Liquidity planning gets sharper
These assets are not daily-liquid. Institutions need to plan for timing risk. That means setting the right allocation size, matching it to the horizon, and stress testing payout delays. The good news is that institutions are already used to this kind of planning from private markets. Litigation assets fit into that discipline if you size them correctly.
The Risks That Still Need Respect
I am bullish on the role of litigation assets, but I am not blind to the risks.
- Timing risk. Courts move slowly. Appeals happen. Administrators get backed up.
- Legal uncertainty. Outcomes can change with jurisdiction and case facts.
- Operational risk. Claims verification and fraud detection require real systems.

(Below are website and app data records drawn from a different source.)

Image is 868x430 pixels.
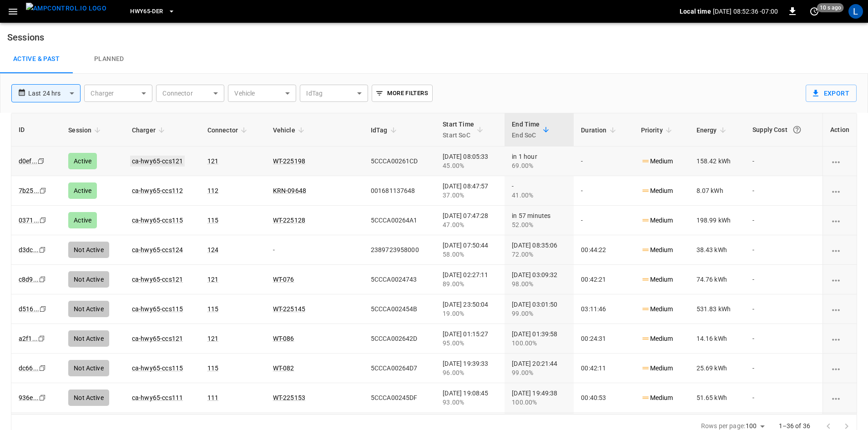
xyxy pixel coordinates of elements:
a: 112 [207,187,218,194]
div: 96.00% [443,368,497,377]
div: copy [38,245,48,255]
div: 37.00% [443,191,497,200]
p: Medium [641,364,674,373]
a: ca-hwy65-ccs121 [130,156,185,167]
td: 5CCCA002454B [364,294,436,324]
div: 100.00% [512,397,566,407]
a: 0371... [19,216,39,224]
p: End SoC [512,130,540,141]
td: - [574,206,633,235]
div: copy [38,215,48,225]
p: Medium [641,334,674,343]
span: Charger [132,124,167,136]
td: - [745,206,823,235]
td: - [574,176,633,206]
div: profile-icon [848,4,863,19]
p: Medium [641,216,674,225]
div: 95.00% [443,339,497,348]
p: Medium [641,304,674,314]
div: sessions table [11,113,858,414]
div: copy [37,334,46,343]
th: ID [11,113,61,147]
td: 03:11:46 [574,294,633,324]
span: End TimeEnd SoC [512,119,551,141]
div: charging session options [831,275,850,284]
a: WT-225153 [273,394,306,401]
div: [DATE] 07:50:44 [443,240,497,259]
a: 121 [207,158,218,165]
span: IdTag [371,124,399,136]
td: - [745,265,823,294]
div: [DATE] 23:50:04 [443,300,497,318]
div: [DATE] 08:35:06 [512,240,566,259]
a: d516... [19,306,39,313]
div: 52.00% [512,220,566,229]
a: ca-hwy65-ccs115 [132,364,183,372]
div: 99.00% [512,368,566,377]
div: in 57 minutes [512,211,566,229]
td: 5CCCA00261CD [364,147,436,176]
a: d3dc... [19,246,38,253]
td: 2389723958000 [364,235,436,265]
div: 99.00% [512,309,566,318]
div: charging session options [831,364,850,373]
div: [DATE] 07:47:28 [443,211,497,229]
td: 14.16 kWh [689,324,746,354]
a: ca-hwy65-ccs124 [132,246,183,253]
div: [DATE] 01:39:58 [512,330,566,348]
div: Not Active [68,271,109,287]
div: Not Active [68,390,109,406]
div: [DATE] 08:47:57 [443,182,497,200]
div: Not Active [68,301,109,317]
td: 5CCCA00245DF [364,383,436,412]
span: 10 s ago [817,3,844,12]
p: Medium [641,245,674,255]
button: set refresh interval [807,4,822,19]
td: 158.42 kWh [689,147,746,176]
span: Connector [207,124,250,136]
td: - [745,235,823,265]
td: - [745,383,823,412]
td: - [745,176,823,206]
div: copy [38,393,48,403]
span: Duration [581,124,618,136]
div: 69.00% [512,161,566,170]
div: charging session options [831,393,850,402]
div: 19.00% [443,309,497,318]
div: copy [38,363,48,373]
div: 93.00% [443,397,497,407]
div: 41.00% [512,191,566,200]
div: copy [38,304,48,314]
span: Priority [641,124,675,136]
a: ca-hwy65-ccs111 [132,394,183,401]
p: [DATE] 08:52:36 -07:00 [713,7,778,16]
a: 124 [207,246,218,253]
div: Not Active [68,330,109,347]
div: End Time [512,119,540,141]
td: 5CCCA0024743 [364,265,436,294]
p: Medium [641,186,674,195]
span: HWY65-DER [130,7,163,17]
a: d0ef... [19,158,37,165]
span: Session [68,124,104,136]
div: [DATE] 02:27:11 [443,270,497,289]
td: 25.69 kWh [689,354,746,383]
a: ca-hwy65-ccs115 [132,216,183,224]
a: WT-082 [273,364,295,372]
td: - [745,147,823,176]
a: WT-225198 [273,158,306,165]
p: Start SoC [443,130,474,141]
div: 47.00% [443,220,497,229]
div: Start Time [443,119,474,141]
a: Planned [73,44,145,74]
a: KRN-09648 [273,187,306,194]
div: 45.00% [443,161,497,170]
button: Export [806,85,857,102]
span: Vehicle [273,124,307,136]
td: 8.07 kWh [689,176,746,206]
td: 74.76 kWh [689,265,746,294]
div: [DATE] 01:15:27 [443,330,497,348]
a: 121 [207,335,218,342]
a: ca-hwy65-ccs121 [132,335,183,342]
button: HWY65-DER [126,3,179,20]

- Reputation and ethics. Institutions will not stay involved if the market is seen as predatory.
None of these risks are deal-breakers, but they demand rigor. Institutions that approach this space casually will get burned. Institutions that approach it with discipline can build a meaningful edge.
Where I Think This Goes
I do not think litigation assets will replace the core of institutional portfolios. That is not their job. Their job is to be a reliable diversifier and a steady return source that does not move with the crowd.
Over time, I expect allocations to grow slowly and steadily, the way private credit grew. First it was niche. Then it became accepted. Then it became essential. Litigation assets are somewhere between niche and accepted today. As data improves and markets deepen, they will keep moving forward.
Follow The Trends
To me, the most interesting part of this trend is not the returns themselves. It is what the trend says about portfolios. Institutions are no longer satisfied with the same old sources of risk and reward. They are looking for assets that behave differently and that carry their own economic logic. Litigation-linked investments fit that need.
They are not glamorous, and they are not loud. They are practical. In a world of crowded trades and shrinking diversification, practical is exactly what institutions are paying for.